Drawing from authentic accounts of African Americans, this collection of true vignettes and traditional verse spans the period from the early days of slavery to the Emancipation Proclamation.
Drawing from authentic accounts of African Americans, this collection of true vignettes and traditional verse spans the period from the early days of slavery to the Emancipation Proclamation.
True vignettes and traditional verse, set against starkly powerful images, tell the story of enslaved Africans in America as it has never been told before.
A man who cannot swim leaps off a slave ship into the dark water. A girl defies the law by secretly learning to read and write. A future abolitionist regains his will to live by fighting off his captor with his bare hands: "I will not let you use me like a brute any longer," Frederick Douglass vows. Drawing from authentic accounts, here is a chronology of resistance in all its forms: comical trickster tales about outwitting "Old Marsa"; secret "hush harbors" where Africans instill Christian worship with their own rituals; and spirituals such as "Go Down Moses," whose coded lyrics signal not just hope for deliverance, but an active call to escape.
Boldly illustrated with extraordinary oil paintings by award-winning artist Shane W. Evans, and meticulously researched by Doreen Rappaport, this stunning collection — spanning the period from the early days of slavery to the Emancipation Proclamation — is an invaluable resource for teachers, parents, libraries, students, and people everywhere who care about what it means to be free, what it is to be human. Back matter includes important dates, a bibliography, resources for further information, and an index.
“"Rappaport creates an affecting multitextured chronicle of slavery in America. The symbolic and the realistic converge effectively in Evans's often emotionally charged oil paintings, which capture both the pain and the triumph at the heart of this trenchant compilation.”
An excellent account of the many ways in which slaves participated in bringing down the greatest evil in our nation's history.
–Kirkus Reviews (starred review)
Taken together, the text and illustrations make a powerful statement about the horrors of this institution, its traumatic effect on those who endured it, and the remarkable ability of the human spirit to face such adversity with courage and defiance.
–School Library Journal (starred review)
The research is documented, and younger readers can start with the experiences of ordinary people and then go on to the fuller histories listed in the bibliography. Evans' large, dramatic oil paintings show both the suffering and the protest, as in one unforgettable close-up of a captured runaway in irons, his eyes closed, his head unbowed.
–Booklist
Weaving together first-person accounts by familiar historical figures, traditional black spirituals and vignettes featuring fictional composites of actual people, Rappaport creates an affecting, multitextured chronicle of slavery in America . . . The symbolic and realistic converge effectively in Evans's often emotionally charged oil paintings, which capture both the pain and the triumph at the heart of this trenchant compilation.
–Publishers Weekly
Rappaport's minimal text links many such eloquent examples of unquenchable resistance, both overt and concealed . . . Equally eloquent are Evans's powerful paintings. Many of his figures are heroic in scale, their eyes gleaming with intelligence and determination . . . This is a handsome and inspiring book.
–The Horn Book
Doreen Rappaport is well known for her groundbreaking approach to multicultural history and literature for young readers. Her many books include "Victory or Death: Stories of the American Revolution; We Are The Many: A Picture Book of American Indians;" and "Martin's Big Words", winner of the Jane Addams Book Award. She and her husband divide their time between New York City and a rural village in upstate New York.
This item is eligible for free returns within 30 days of delivery. See our returns policy for further details.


> Task statement: From the line that contains "extract all elements" to the end of the entries, copy each line exactly, though the pictures stay out.

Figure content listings
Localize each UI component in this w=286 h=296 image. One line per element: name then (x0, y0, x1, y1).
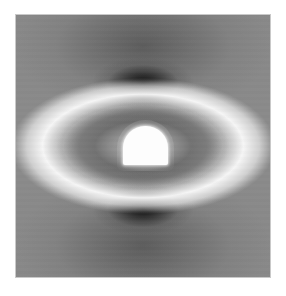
figure-container: Grayscale scalar field distribution arou… (0, 0, 286, 296)
field-plot-canvas (15, 14, 271, 278)
figure-caption: Grayscale scalar field distribution arou… (0, 0, 1, 1)
tunnel-cavity-arch (123, 126, 168, 165)
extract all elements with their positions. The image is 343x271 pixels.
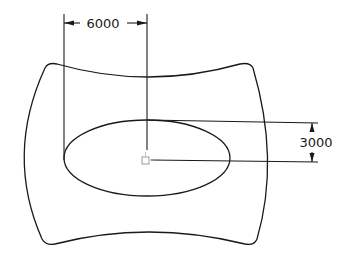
outer-outline — [24, 64, 267, 245]
arrowhead-right-icon — [137, 21, 147, 26]
drawing-canvas: 6000 3000 — [0, 0, 343, 271]
dimension-label-6000: 6000 — [86, 16, 119, 31]
arrowhead-up-icon — [310, 123, 315, 132]
extension-line-bottom — [151, 160, 318, 162]
square-snap-icon — [142, 152, 154, 164]
dimension-label-3000: 3000 — [299, 135, 332, 150]
arrowhead-left-icon — [64, 21, 74, 26]
arrowhead-down-icon — [310, 153, 315, 162]
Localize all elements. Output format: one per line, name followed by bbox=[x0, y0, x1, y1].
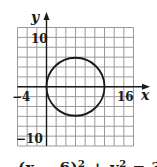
eq-exponent: 2 bbox=[78, 158, 85, 167]
equation-caption: (x − 6)2 + y2 = 36 bbox=[18, 158, 157, 167]
coordinate-plot: y x 10 −10 −4 16 bbox=[0, 0, 157, 167]
x-tick-16: 16 bbox=[117, 90, 134, 104]
eq-part: (x − 6) bbox=[18, 159, 78, 167]
y-tick-10: 10 bbox=[31, 32, 48, 46]
y-axis-label: y bbox=[30, 9, 40, 25]
eq-part: = 36 bbox=[127, 159, 157, 167]
eq-part: + y bbox=[86, 159, 120, 167]
eq-exponent: 2 bbox=[119, 158, 126, 167]
x-axis-label: x bbox=[140, 87, 150, 103]
y-tick-neg10: −10 bbox=[16, 132, 43, 146]
x-tick-neg4: −4 bbox=[12, 90, 30, 104]
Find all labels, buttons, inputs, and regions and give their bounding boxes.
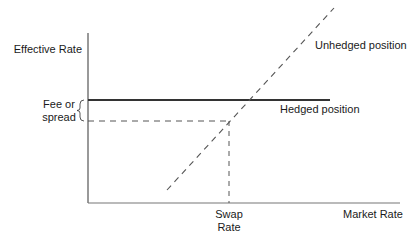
- fee-label-line2: spread: [34, 111, 84, 124]
- swap-rate-label-line1: Swap: [209, 208, 249, 221]
- x-axis-label: Market Rate: [343, 208, 403, 221]
- y-axis-label: Effective Rate: [2, 43, 82, 56]
- swap-rate-label-line2: Rate: [209, 221, 249, 234]
- hedged-label: Hedged position: [280, 103, 360, 116]
- fee-label-line1: Fee or: [34, 98, 84, 111]
- unhedged-label: Unhedged position: [315, 39, 407, 52]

> Written answer:
extract all elements with their positions. The image is 343x271 pixels.
outer-outline — [24, 64, 267, 245]
arrowhead-right-icon — [137, 21, 147, 26]
drawing-canvas: 6000 3000 — [0, 0, 343, 271]
dimension-label-6000: 6000 — [86, 16, 119, 31]
arrowhead-up-icon — [310, 123, 315, 132]
extension-line-bottom — [151, 160, 318, 162]
square-snap-icon — [142, 152, 154, 164]
dimension-label-3000: 3000 — [299, 135, 332, 150]
arrowhead-left-icon — [64, 21, 74, 26]
arrowhead-down-icon — [310, 153, 315, 162]
Localize all elements. Output format: one per line, name followed by bbox=[x0, y0, x1, y1].
eq-exponent: 2 bbox=[78, 158, 85, 167]
equation-caption: (x − 6)2 + y2 = 36 bbox=[18, 158, 157, 167]
coordinate-plot: y x 10 −10 −4 16 bbox=[0, 0, 157, 167]
x-tick-16: 16 bbox=[117, 90, 134, 104]
eq-part: (x − 6) bbox=[18, 159, 78, 167]
y-tick-10: 10 bbox=[31, 32, 48, 46]
y-axis-label: y bbox=[30, 9, 40, 25]
eq-part: = 36 bbox=[127, 159, 157, 167]
eq-part: + y bbox=[86, 159, 120, 167]
eq-exponent: 2 bbox=[119, 158, 126, 167]
x-axis-label: x bbox=[140, 87, 150, 103]
y-tick-neg10: −10 bbox=[16, 132, 43, 146]
x-tick-neg4: −4 bbox=[12, 90, 30, 104]
Find all labels, buttons, inputs, and regions and give their bounding boxes.
- fee-label-line2: spread: [34, 111, 84, 124]
- swap-rate-label-line1: Swap: [209, 208, 249, 221]
- x-axis-label: Market Rate: [343, 208, 403, 221]
- y-axis-label: Effective Rate: [2, 43, 82, 56]
- swap-rate-label-line2: Rate: [209, 221, 249, 234]
- hedged-label: Hedged position: [280, 103, 360, 116]
- fee-label-line1: Fee or: [34, 98, 84, 111]
- unhedged-label: Unhedged position: [315, 39, 407, 52]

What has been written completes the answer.